Chemistry professor Linda Shimizu oversees a series of crowd-pleasing chemistry demonstrations in middle and high schools throughout central South Carolina every year. They are spirited affairs, and her research in the laboratory is just as dynamic ?but with a sense of order that really keeps atoms in line.
SUSS MicroTec, a global supplier of equipment and process solutions for the semiconductor industry and related markets, and the Georgia Institute of Technology (Georgia Tech) announced today a collaboration for nanotechnology, bio-medical and semiconductor 3D packaging research.

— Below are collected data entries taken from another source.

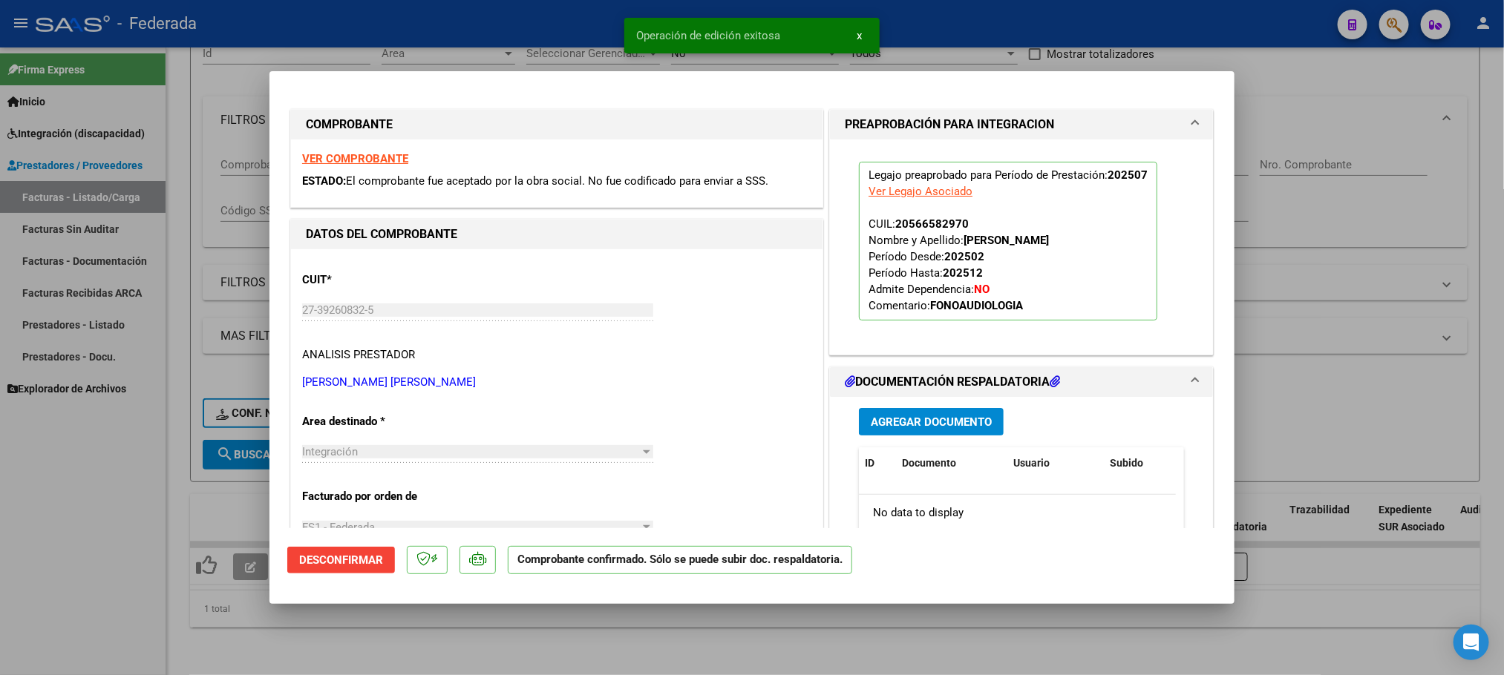  I want to click on datatable-header-cell: ID, so click(877, 463).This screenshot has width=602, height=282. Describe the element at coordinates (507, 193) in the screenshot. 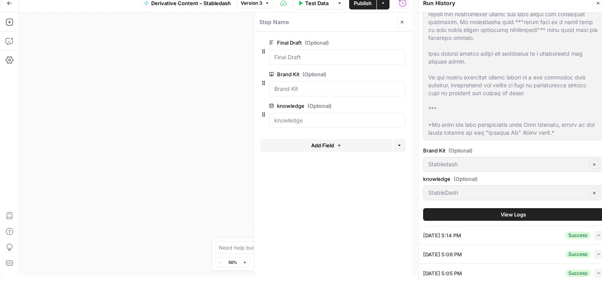

I see `input: StableDash` at that location.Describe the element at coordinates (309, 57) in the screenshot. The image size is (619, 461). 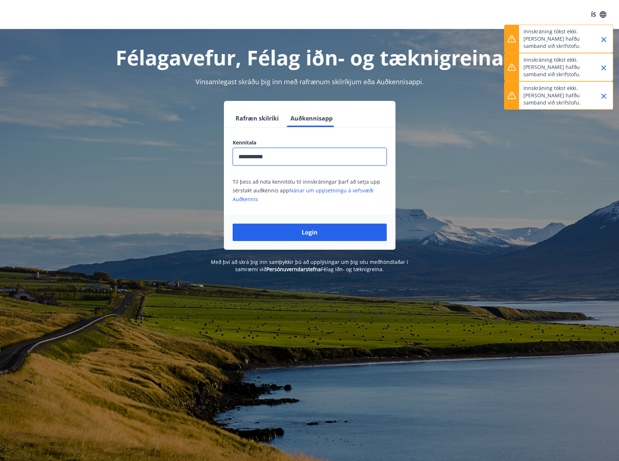
I see `h1: Félagavefur, Félag iðn- og tæknigreina` at that location.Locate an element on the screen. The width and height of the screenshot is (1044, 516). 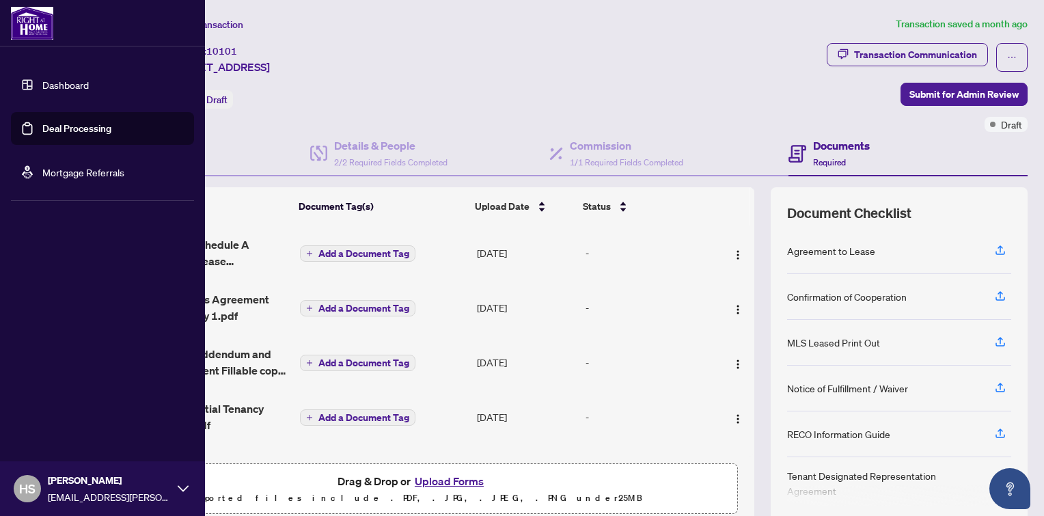
span: Development Addendum and Acknowledgement Fillable copy 1.pdf is located at coordinates (206, 362).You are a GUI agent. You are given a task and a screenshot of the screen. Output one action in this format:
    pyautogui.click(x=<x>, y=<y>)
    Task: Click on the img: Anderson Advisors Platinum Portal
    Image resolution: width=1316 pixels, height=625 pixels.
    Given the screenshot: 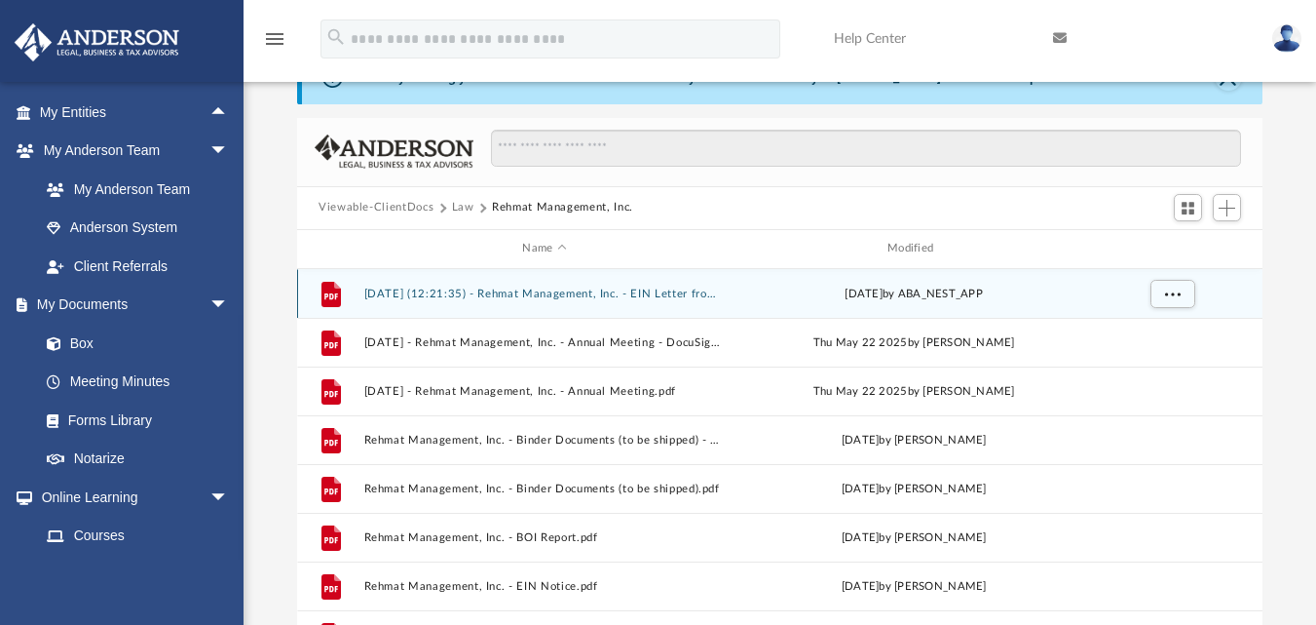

According to a new market research report "Microfluidics Market by Material (Polymer, Glass, Silicon) Application (Pharmaceutical (Genomics, Proteomics, Capillary Electrophoresis) Diagnostic (POC, Clinical, Environmental, Industrial) Drug Delivery (Inhaler, Micropump)) - Global Forecast to 2020", published by MarketsandMarkets, the global Microfluidics Market is expected to grow from $3.1 Billion in 2015 to $7.5 Billion by 2020, at a Compound Annual Growth Rate (CAGR) of 19.3% from 2015 to 2020.
Fluidigm Corporation today announced the availability of Single-Cell ATAC-seq, an epigenetics application for the C1TM system, that allows researchers to explore the regulatory systems that drive cellular function. This application is freely available to researchers on Script Hub™, a new web portal within Fluidigm’s C1 Open AppTM program.
In a blood sample taken from a cancer patient, there may be a single circulating tumor cell among hundreds of thousands of other cells. These tumor cells can provide valuable information about how cancer progresses, and could help doctors decide how to treat individual patients, but they are extremely difficult to find.
Scientists in an EU-supported project have developed a microfluidic chip that simultaneously analyses the reactions of several human organ tissues when they come into contact with candidates for new drugs. The ground-breaking device could save millions of euros in drug development costs.
Like the carbon dioxide in a fizzing glass of soda, most bubbles of gas in a liquid don't last long. But nanobubbles persist. These bubbles are thousands of times smaller than the tip of a pencil lead -- so small they are invisible even under most optical microscopes -- and their stability makes them useful in a variety of applications, from targeted drug delivery to water treatment procedures.
We live in fear of 'superbugs': infectious bacteria that don't respond to treatment by antibiotics, and can turn a routine hospital stay into a nightmare. A 2015 Health Canada report estimates that superbugs have already cost Canadians $1 billion, and are a "serious and growing issue." Each year two million people in the U.S. contract antibiotic-resistant infections, and at least 23,000 people die as a direct result.
MIT researchers have shown that they can use a microfluidic cell-squeezing device to introduce specific antigens inside the immune system’s B cells, providing a new approach to developing and implementing antigen-presenting cell vaccines.
Researchers have developed a microfluidic chip that can capture rare clusters of circulating tumor cells, which could yield important new insights into how cancer spreads. The work was funded by the National Institute of Biomedical Imaging and Bioengineering (NIBIB), part of the National Institutes of Health.